One more quick thought about my earlier post on truth:
Defending the “truthiness” of truth is as much a defense of beauty and aesthetics as it is a doctrinal defense. Insisting that we guard truth carefully is like defending school bus yellow or fire engine red. There are many variations on red and yellow, and yay for that. But at some point if you keep adding another color, you’re looking at a different color. It’s fun and necessary to understand the color wheel, to see the varieties, the relationships, the resonances in different colors, but at the end of the day, it matters very much which color is which.
Now shift this to words and truth. Poetry depends upon the truthiness of truth. The engine of poetry is metaphor and the engine of metaphor is truth. And what I mean is that metaphor exists because the law of identity is true because God has given particular identities to particular things. It only makes sense to compare them, to set two very different things side by side, weaving them through one another to create a verbal canvas — that only works if there are in fact two different things being compared, being woven. Otherwise, there is no such thing as metaphor.
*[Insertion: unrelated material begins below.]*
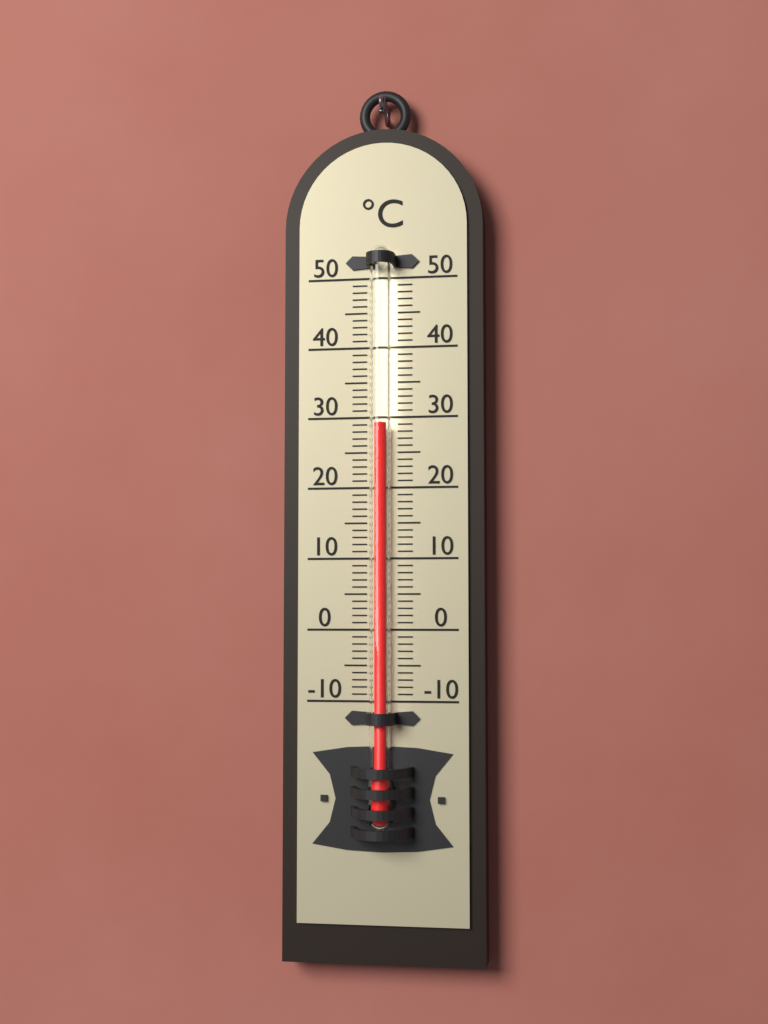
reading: 29 °C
And of course when it comes to biblical symbolism and sacraments, the same thing is going on. Now, for someone with a low view of language, a low view of the potency of words and symbols and metaphor, they will dismiss biblical typology and a high sacramentalism as “merely metaphorical” — but this is to miss the fact that metaphor is powerful precisely because it is also true. There is a kind of truth that is only seen through the layering of stories and rituals. What is baptism? By faith, it’s standing with Noah in the ark and being saved through the flood of God’s righteous judgment; it’s being delivered with Israel through the Red Sea from Pharaoh and his armies; it’s the new covenant with the new Israel; it’s washing with Naaman in the muddy river; it’s standing with Jesus on the bank of the Jordan and hearing the Father’s announcement of His pleasure; it’s the cross and resurrection; it’s the sign of the Spirit and adoption.
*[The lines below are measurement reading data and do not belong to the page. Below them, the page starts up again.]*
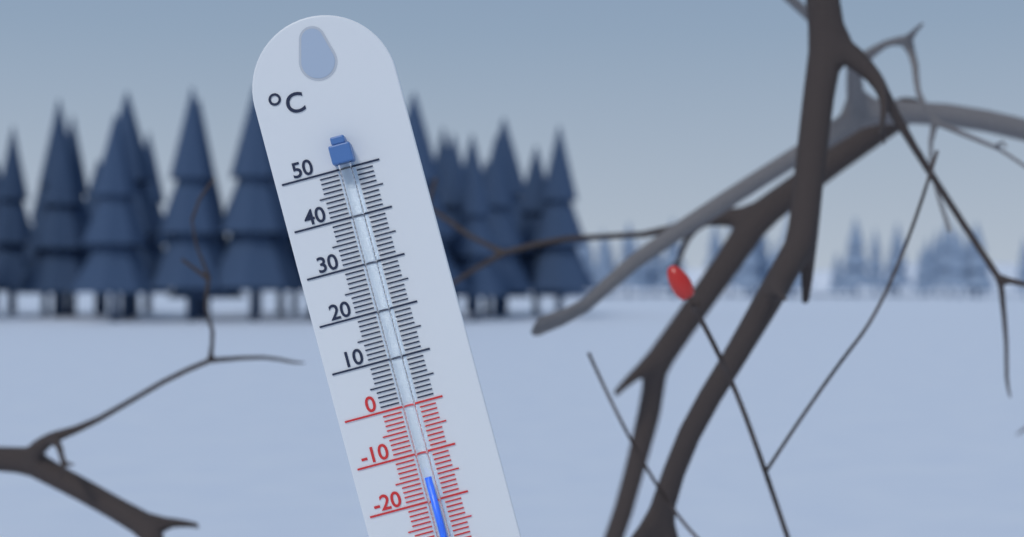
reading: -15 °C
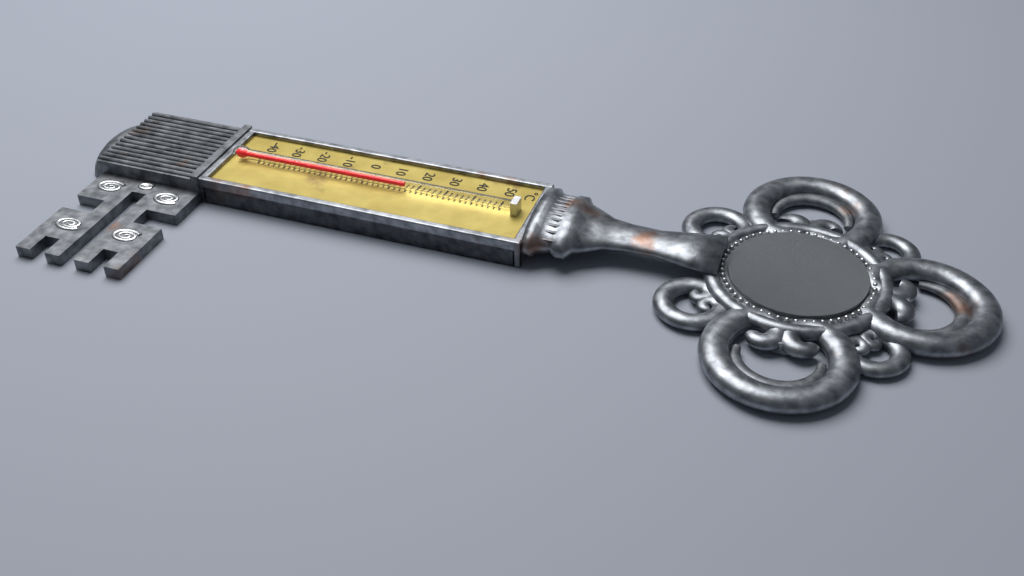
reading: 16 °C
Anyway, my point is that with a robust appreciation for the law of identity and the corresponding law of non-contradiction, we have the playing field on which to explore Scripture, the colors we need for mining it for all the enormous treasures buried there for the people of God in types and symbols and literary motifs and structures. In the same way, the truthiness of truth unleashes the power of language to craft stories, poems, and songs because words have meaning, because there is such a thing as truth.
To invert the title of a book sitting on my desk at the moment, this is truth for beauty’s sake.